My heart is pounding.My face is on fire.I could spontaneously combust right here in this freezing room.

I grab the first shirt I find from the smaller suitcase.Turn around.Yank off the soaked T-shirt.Pull it on with shaking fingers.The fabric settles against my damp skin.

It’s his shirt.

The old UPenn one.With the frayed hem and the faded zombie doodle on the sleeve.I’ve kept it all these years, buried in my drawer like a secret I couldn’t quite let go of.

And now I’m wearing it.In front of him.Seven years of pretending I’d moved on, undone by laundry.

Boom!

Another pipe gives way.A wall panel pops loose, hanging by a single nail.Water pours into the closet, creating a miniature waterfall over my carefully hung clothes.

“Oh, for the love of—”

Dorothy yips, high and panicked.Blanche barks, the deep sound vibrating through the floorboards.Adam grabs the vet bag, my suitcase and Dorothy, scooping her up in one smooth motion.I lunge for Blanche and the tote, with the vibrator definitely still vibrating against my dry shampoo, a persistent mechanical hum that seems to get louder with every second.

We burst into the hallway, water pooling around our feet, spreading across the hardwood.

And waiting for us?

Sally.

In slippers.Holding a mop.Looking entirely too calm.

“Well,” she says, eyes twinkling as they move from me to Adam to the shirt I’m wearing, “looks like the Christmas pipes have done it again.And you know what that means?”

Adam shakes his head.Like he knows.

Sally continues, “There’s only one solution.One dry room left.”

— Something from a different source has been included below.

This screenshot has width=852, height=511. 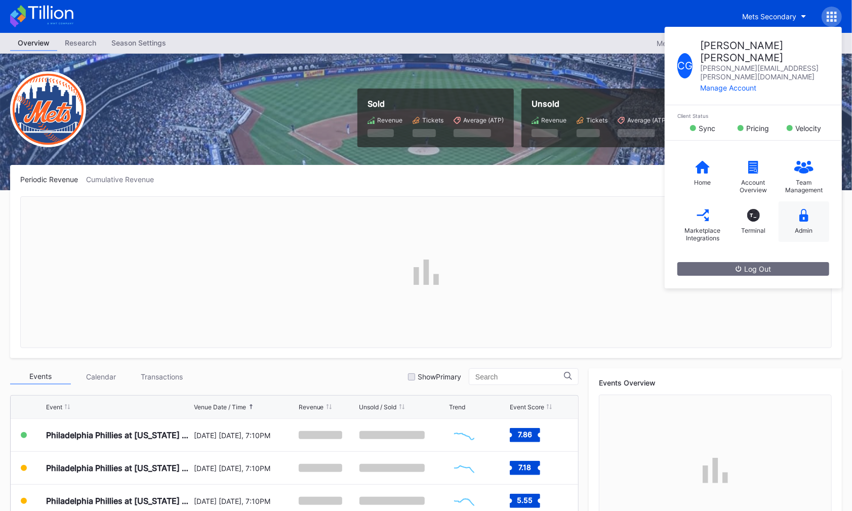 What do you see at coordinates (54, 407) in the screenshot?
I see `div: Event` at bounding box center [54, 407].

Oh, okayone-bed trope,here we come.Absolutely not.

“No,” we both say.Instantly.The word comes out in perfect unison, which somehow makes it worse.

Because her eyes are twinkling.Yes, twinkling.I didn’t even know eyes could really do that.

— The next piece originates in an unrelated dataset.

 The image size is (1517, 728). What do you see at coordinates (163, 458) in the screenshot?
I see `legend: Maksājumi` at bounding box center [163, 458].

“Oh, you don’t have a choice,” she says cheerfully.“Every other room is booked.Your parents are above the clinic, Adam because their house is being renovated and they have no room.Your friends have kids who need their sleep and bunk beds.The only dry room left?”

Pause.

Dramatic mop lean.

“The honeymoon suite, where you’re staying, Adam.”

I stare at her.My pulse pounds in my throat.

Adam makes a sound that sounds a lot like his chickenco, co, cofrom earlier.

Sally smiles like someone who’s made cocoa for her favorite rom-com movie moment.Like she’s orchestrated this entire disaster.

“I’ll bring extra towels,” she says, and walks away humming “Silent Night.”

And I’m left standing there, dripping wet in Adam’s shirt, my vibrator still humming inside my tote, staring at the bare-chested man I told myself I was over.The one who’s now apparently myone-night-onlyroommate.

Where’s the GoPro?If this is reality TV (or Julie’s next spicy rom-com) I want veto rights, and a lawyer before they air the part with the pickle.